Circles of Focus, CCA , 3 April – 17 May 2015

Christine Borland & Brody Condon
Circles of Focus
Fri 3 April — Sun 17 May 2015
Tue – Sat: 11am – 6pm // Sun: 12noon – 6pm // Free // Preview: Fri 3 April, 7pm – 9pm
All ages
Related CCA Events
Christine Borland & Brody Condon
Circles of Focus
Open Air Firing
Sat 21 March 2015
Circles of Focus presents – for the first time – the results of a collaborative research project by artists Christine Borland and Brody Condon that explores human body donation as a tool for artistic research and practice. Open air fired ceramic sculptures, performance documentation, and legal paperwork presented in the CCA Galleries function as a proposal to potential body donors whom the artists have worked with over the past two years. Borland and Condon imagine a contemporary approach to death and dying by suggesting the anonymous body after death could be a site of ambiguity and expression.
Extensive research and collaboration with a local potter and experimental archaeologist in Orkney has led to the artists developing sculptural works from large amounts of earth shipped from the islands. This raw material has been made into workable clay through a laborious local process involving the addition of fat, sand and animal hair, then fired in mounds according (as far as can be proven) to Neolithic methods. The pieces entangle the historical and contemporary relationships with materials that are encountered in funerary as well as everyday rituals.
As part of a series of events surrounding the exhibition, informal ‘rehearsals’ at CCA will document the abstract traces transferred from the sculptures to the skin of carefully positioned living bodies, in a manner similar to the process known as hypostasis – which describes how the surface of the body, after death, retains imprints from the objects it touches. Using this forensic methodology, often employed in crime scene analysis, the artists make an aesthetic proposal for the physical remains of the donors.
The Circles of Focus project, through sculpture, performance research and practice, binds the material body to the social imagination embodied across law, medicine, archaeology and death itself.
The project has been made possible through collaborations with experts and institutions, including the Laboratory of Human Anatomy, University of Glasgow; Materialise UK; Fursbeck Pottery, Orkney; Flux Laser & CNC Studio, Glasgow; Faculty of Arts, Design and Social Sciences, Northumbria University and Cove Park; and with funding from a Creative Scotland Vital Spark Award.
Circles of Focus is co-developed with Stroom in Den Haag, The Netherlands, where the second chapter of the project will open in September 2016.
This exhibition is accompanied by a series of events including the open air firing at Cove Park; the rest will be announced shortly.
Centre for Contemporary Arts
350 Sauchiehall Street
Glasgow G2 3JD
This section: Art, Photography, Exhibitions what's on-glasgow
Filed under: Art, Photography, Exhibitions what's on-glasgow
Related Pages
- Friday Focus: Scottish Art Acquisitions
- The Tell Tale Rooms with Andrew Kötting
- Artists’ Christmas Fayre
- Stage and Screen Exhibition at The Hunterian
- A Stone, A Spark and A Shard of Glass Exhibition
- The Lush Exhibition – Project-Ability
- Colour Stories of the Glasgow Style, Kelvingrove Art Gallery and Museum
- ‘Revolutionary Colour: A Tour of British Art’, Kelvingrove Art Gallery and Museum
- Glasgow Doors Open Days – It Was The Loom That Broke My Heart
- Old Kilpatrick Art Club, Art Show, Ardardan Garden Centre
- Wednesday Wanders at The Whisky Bond
- GI Oils Exhibition – From East to West
- Sogo Arts – Art by Tommy
- Drawing Together Project – Refugee Festival Scotland
- Banksy at GOMA – Cut and Run
- Paintings on Railings at West Fest
- Robert Burns Photography Exhibition – A Window On Ukraine
- REVEAL – previously Glasgow Contemporary Art Fair
- Mary Quant Fashion Revolutionary at Kelvingrove Art Gallery
- A Rare Glimpse of Shakespeare’s First Folio at The Hunterian Art Gallery
Leave a Reply
You must be logged in to post a comment.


(Exercise objective):
In the records that follow, show each line where the word "PhDs" is present.

(Source data)
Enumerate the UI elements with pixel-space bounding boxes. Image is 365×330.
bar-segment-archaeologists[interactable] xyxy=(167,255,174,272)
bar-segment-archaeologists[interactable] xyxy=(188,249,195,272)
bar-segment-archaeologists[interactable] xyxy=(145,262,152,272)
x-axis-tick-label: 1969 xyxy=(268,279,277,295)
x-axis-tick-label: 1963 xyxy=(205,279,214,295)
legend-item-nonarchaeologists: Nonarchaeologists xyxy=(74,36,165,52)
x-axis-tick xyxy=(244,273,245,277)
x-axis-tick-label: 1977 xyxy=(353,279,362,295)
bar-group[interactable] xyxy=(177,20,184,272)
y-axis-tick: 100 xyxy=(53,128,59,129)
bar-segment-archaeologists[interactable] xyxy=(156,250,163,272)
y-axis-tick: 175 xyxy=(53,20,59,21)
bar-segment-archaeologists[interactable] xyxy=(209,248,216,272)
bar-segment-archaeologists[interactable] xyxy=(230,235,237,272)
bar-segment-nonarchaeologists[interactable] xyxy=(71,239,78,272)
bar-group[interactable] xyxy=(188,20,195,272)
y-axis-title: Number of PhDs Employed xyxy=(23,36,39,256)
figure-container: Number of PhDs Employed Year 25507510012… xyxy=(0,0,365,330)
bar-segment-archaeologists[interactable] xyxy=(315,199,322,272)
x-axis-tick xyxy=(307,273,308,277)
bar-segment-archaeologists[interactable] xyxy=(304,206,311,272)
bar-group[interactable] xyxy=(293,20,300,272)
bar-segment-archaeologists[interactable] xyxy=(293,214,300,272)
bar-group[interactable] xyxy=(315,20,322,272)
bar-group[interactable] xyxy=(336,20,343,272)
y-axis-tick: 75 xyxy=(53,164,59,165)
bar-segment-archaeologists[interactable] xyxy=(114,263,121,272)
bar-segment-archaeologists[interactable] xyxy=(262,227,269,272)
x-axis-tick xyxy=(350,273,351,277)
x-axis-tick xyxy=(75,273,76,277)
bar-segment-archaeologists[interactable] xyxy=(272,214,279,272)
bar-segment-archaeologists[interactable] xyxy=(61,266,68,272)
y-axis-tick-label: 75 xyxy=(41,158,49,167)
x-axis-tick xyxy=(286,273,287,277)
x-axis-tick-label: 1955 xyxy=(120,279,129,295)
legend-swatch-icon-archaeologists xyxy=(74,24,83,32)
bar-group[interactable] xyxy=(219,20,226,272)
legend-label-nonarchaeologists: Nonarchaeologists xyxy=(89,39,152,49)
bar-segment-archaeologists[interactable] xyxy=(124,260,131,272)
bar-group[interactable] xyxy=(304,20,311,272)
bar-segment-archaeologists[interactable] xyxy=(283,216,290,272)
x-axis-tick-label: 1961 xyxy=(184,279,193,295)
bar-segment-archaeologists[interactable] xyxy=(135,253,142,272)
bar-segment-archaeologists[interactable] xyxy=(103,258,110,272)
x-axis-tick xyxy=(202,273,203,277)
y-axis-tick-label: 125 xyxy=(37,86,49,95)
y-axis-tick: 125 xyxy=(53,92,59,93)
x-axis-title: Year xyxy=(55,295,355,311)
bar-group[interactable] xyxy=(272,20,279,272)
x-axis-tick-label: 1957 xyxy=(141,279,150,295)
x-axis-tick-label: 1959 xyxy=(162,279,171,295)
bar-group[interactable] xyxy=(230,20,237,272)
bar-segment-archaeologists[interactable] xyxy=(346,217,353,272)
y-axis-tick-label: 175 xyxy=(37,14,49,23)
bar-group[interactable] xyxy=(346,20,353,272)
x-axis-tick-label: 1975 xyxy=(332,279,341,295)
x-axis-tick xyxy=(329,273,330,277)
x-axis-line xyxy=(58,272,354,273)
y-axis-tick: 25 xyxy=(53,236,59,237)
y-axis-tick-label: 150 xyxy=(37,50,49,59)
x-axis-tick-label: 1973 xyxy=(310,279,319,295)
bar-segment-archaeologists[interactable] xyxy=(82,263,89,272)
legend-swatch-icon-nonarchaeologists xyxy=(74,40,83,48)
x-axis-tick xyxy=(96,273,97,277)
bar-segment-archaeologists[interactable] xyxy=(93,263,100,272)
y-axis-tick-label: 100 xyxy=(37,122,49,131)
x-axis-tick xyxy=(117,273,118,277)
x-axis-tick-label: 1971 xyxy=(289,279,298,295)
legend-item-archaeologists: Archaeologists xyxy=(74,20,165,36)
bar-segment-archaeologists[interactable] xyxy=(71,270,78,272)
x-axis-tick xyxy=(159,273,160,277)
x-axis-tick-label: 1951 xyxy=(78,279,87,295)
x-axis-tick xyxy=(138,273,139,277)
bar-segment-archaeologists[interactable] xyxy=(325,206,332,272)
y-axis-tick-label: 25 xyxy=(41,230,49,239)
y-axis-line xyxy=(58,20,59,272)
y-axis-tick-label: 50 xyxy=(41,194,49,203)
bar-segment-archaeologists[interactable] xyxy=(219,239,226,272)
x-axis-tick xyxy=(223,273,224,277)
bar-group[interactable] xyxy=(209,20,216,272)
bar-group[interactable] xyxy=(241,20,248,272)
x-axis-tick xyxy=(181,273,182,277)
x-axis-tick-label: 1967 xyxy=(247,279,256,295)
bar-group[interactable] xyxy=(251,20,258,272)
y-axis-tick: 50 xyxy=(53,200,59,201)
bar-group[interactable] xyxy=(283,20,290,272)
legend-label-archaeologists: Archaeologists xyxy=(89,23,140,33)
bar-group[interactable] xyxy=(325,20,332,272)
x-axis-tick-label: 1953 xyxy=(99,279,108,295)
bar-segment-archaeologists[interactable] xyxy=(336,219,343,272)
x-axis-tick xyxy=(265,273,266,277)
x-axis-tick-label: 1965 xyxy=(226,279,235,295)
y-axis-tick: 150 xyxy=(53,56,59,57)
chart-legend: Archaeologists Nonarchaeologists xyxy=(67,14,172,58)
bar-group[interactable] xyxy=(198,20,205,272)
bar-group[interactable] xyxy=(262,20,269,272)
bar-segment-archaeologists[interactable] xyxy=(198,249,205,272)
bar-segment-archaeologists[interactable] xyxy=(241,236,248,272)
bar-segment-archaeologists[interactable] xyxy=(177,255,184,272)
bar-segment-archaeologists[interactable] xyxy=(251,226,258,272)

(Your response):
y-axis-title: Number of PhDs Employed xyxy=(23,36,39,256)
figure-container: Number of PhDs Employed Year 25507510012… xyxy=(0,0,365,330)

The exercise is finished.